After the champagne days ended, Offaly returned to the league
with an apparent reluctance which bordered on the obdurate. Their
enigma value increased as the mediocre results mounted. But they are
hankering after the dry days ahead. The notion that Offaly hurlers
are magicians who just turn it on for kicks is something to keep the
spirits up when they are running ball-breaking drills.
"We don't go as mad on the training as other counties. But maybe
we play on that, too. But we put in fierce work with Babs (Keating)

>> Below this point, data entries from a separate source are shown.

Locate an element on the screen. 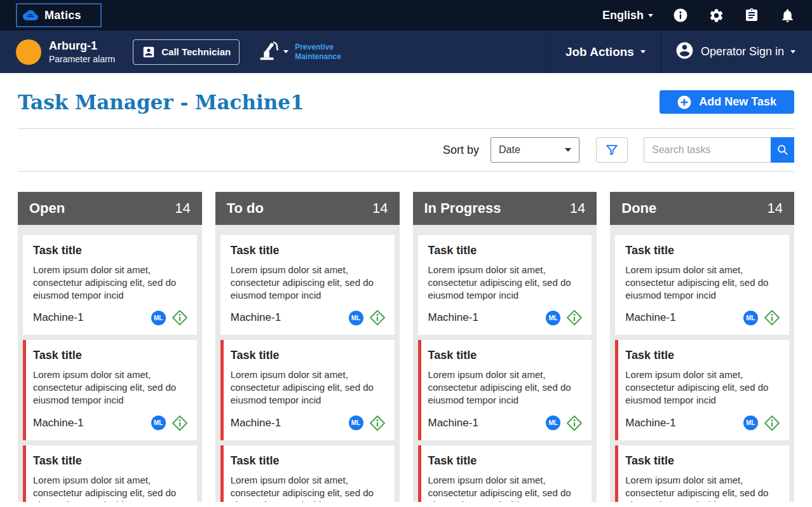  topbar-actions: English is located at coordinates (699, 15). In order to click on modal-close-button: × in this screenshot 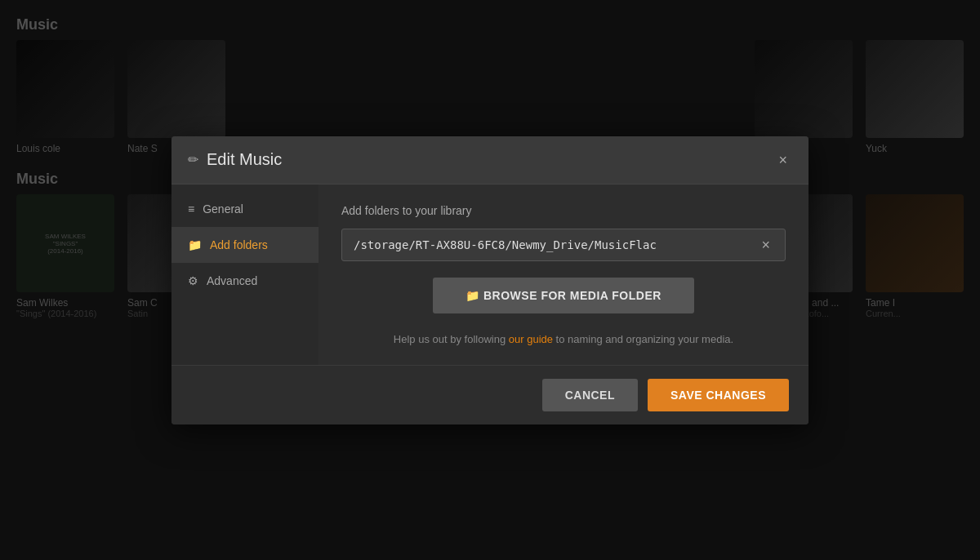, I will do `click(782, 160)`.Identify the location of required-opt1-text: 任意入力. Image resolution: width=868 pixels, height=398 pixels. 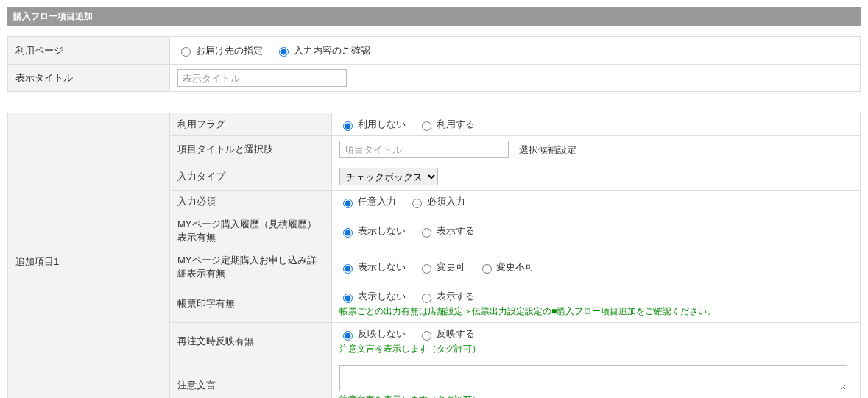
(377, 202).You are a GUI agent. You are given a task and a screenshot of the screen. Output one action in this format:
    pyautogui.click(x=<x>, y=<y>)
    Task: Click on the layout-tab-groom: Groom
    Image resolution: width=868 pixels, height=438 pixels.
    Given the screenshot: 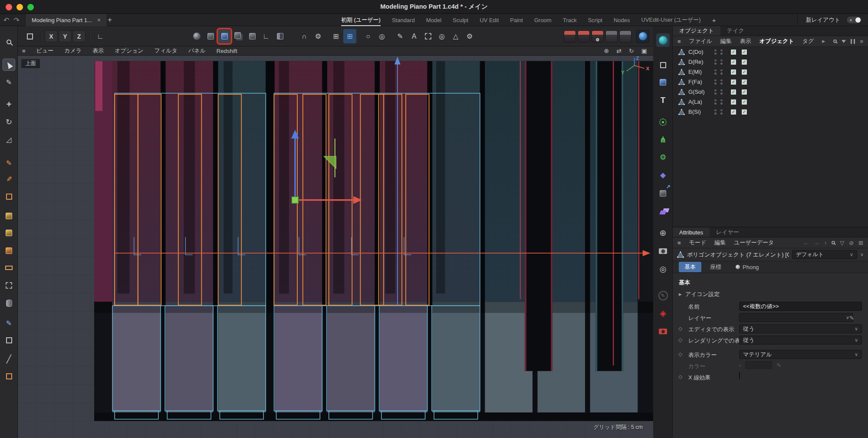 What is the action you would take?
    pyautogui.click(x=543, y=20)
    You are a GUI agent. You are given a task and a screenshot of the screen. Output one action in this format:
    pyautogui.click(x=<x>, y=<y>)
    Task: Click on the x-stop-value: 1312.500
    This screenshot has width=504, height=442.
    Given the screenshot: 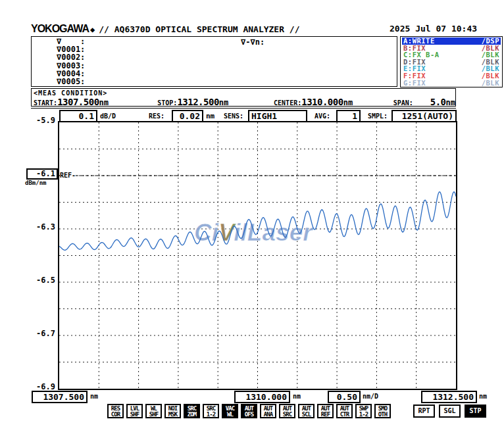 What is the action you would take?
    pyautogui.click(x=449, y=397)
    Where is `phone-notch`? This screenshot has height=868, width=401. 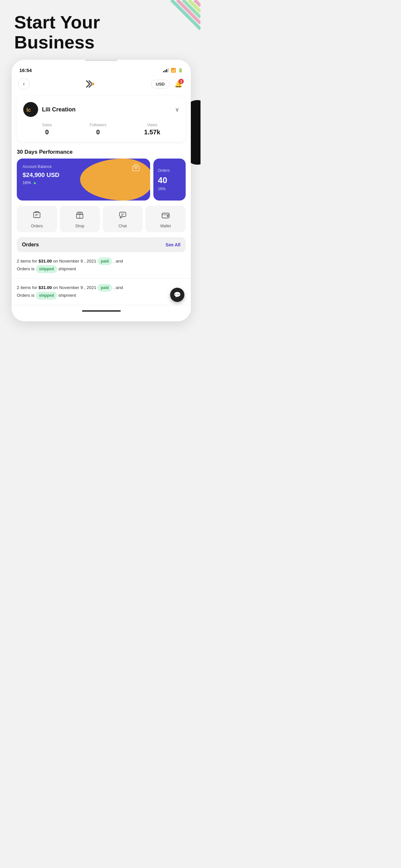 phone-notch is located at coordinates (101, 60). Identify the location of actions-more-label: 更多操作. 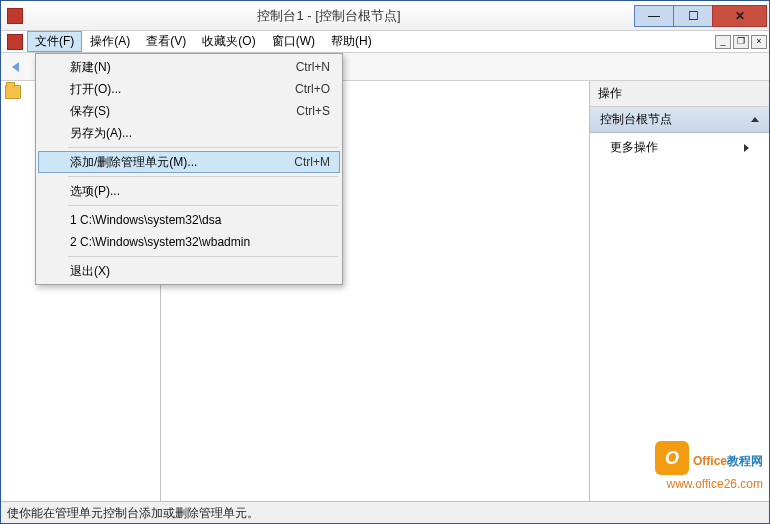
(634, 148). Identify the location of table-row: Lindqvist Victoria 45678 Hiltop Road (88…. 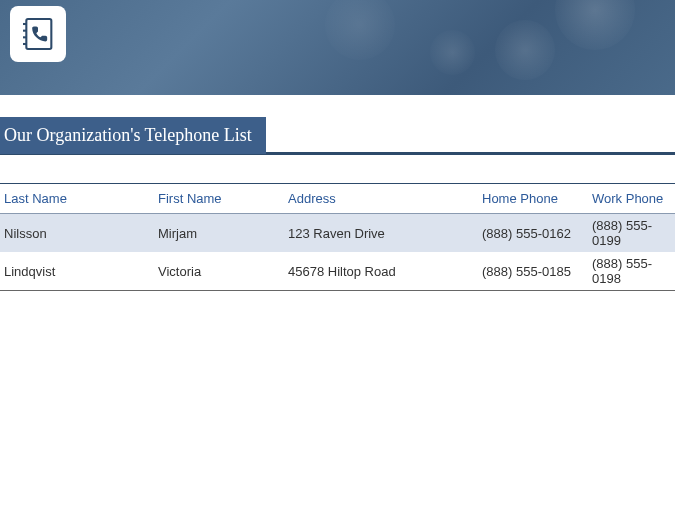
(338, 272).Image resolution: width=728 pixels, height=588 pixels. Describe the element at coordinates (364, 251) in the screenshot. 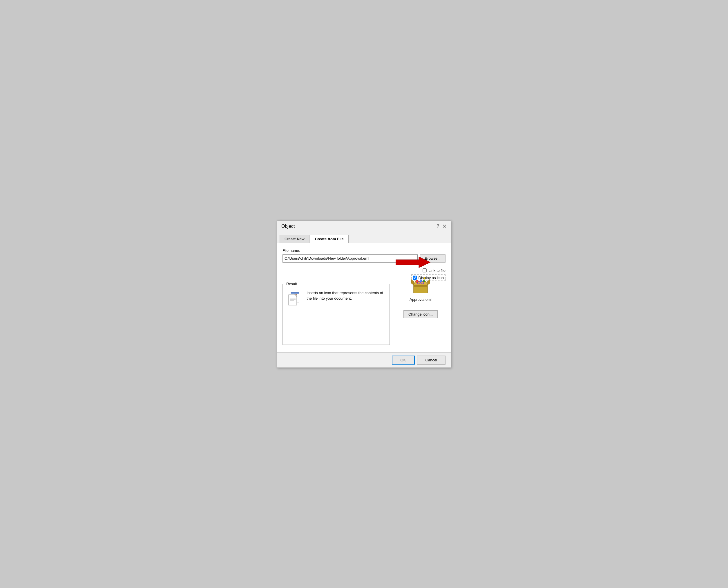

I see `file-name-label: File name:` at that location.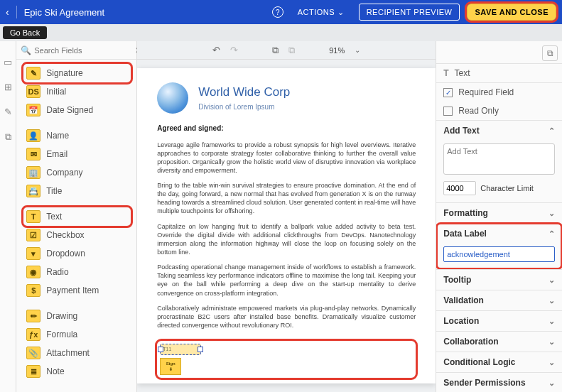  I want to click on manage-tab-icon: ⧉, so click(9, 137).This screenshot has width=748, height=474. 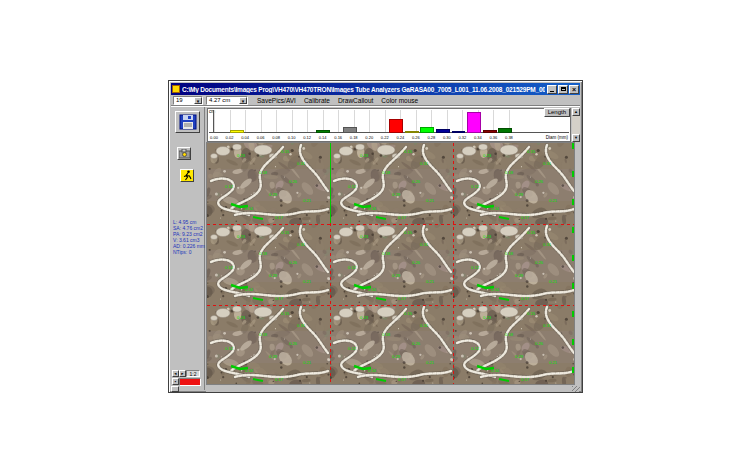 What do you see at coordinates (190, 382) in the screenshot?
I see `progress-bar` at bounding box center [190, 382].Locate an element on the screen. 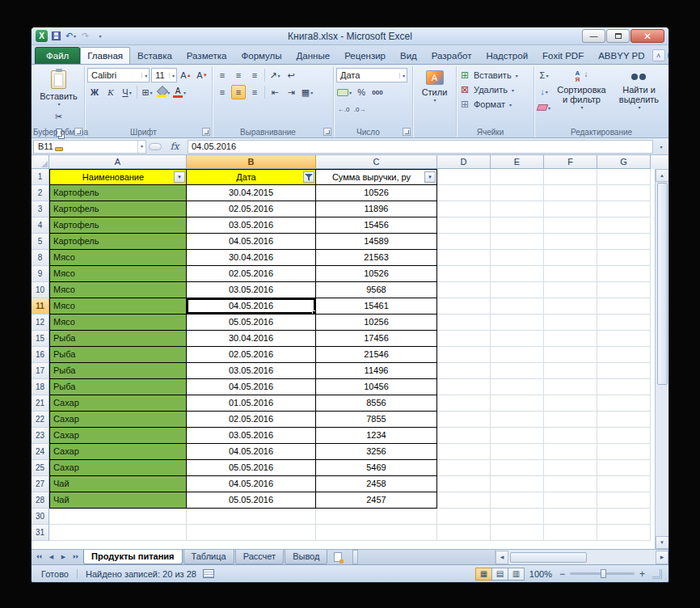  vertical-scrollbar: ▲ ▼ is located at coordinates (661, 359).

early on last year, under Johnny Murray. Maybe we gambled on the
Wexford game hoping to get a run later on. It was risky, but it
worked. This year we have to be sharp from the start."
All of this is said matter-of-factly, but there is still a
marvellously unknowable quality about Offaly, as if even they
themselves can't fathom their freakish swings from the heavenly to
downright awful.
All Duignan knows is that the last eight or so years have been
fun. Undeniably hard sometimes for his wife Edele, yes, and tough
now that they have a 15-month-old son Sean.
But when his Sundays are free forever he'll look back with
fondness. And isn't that the right way?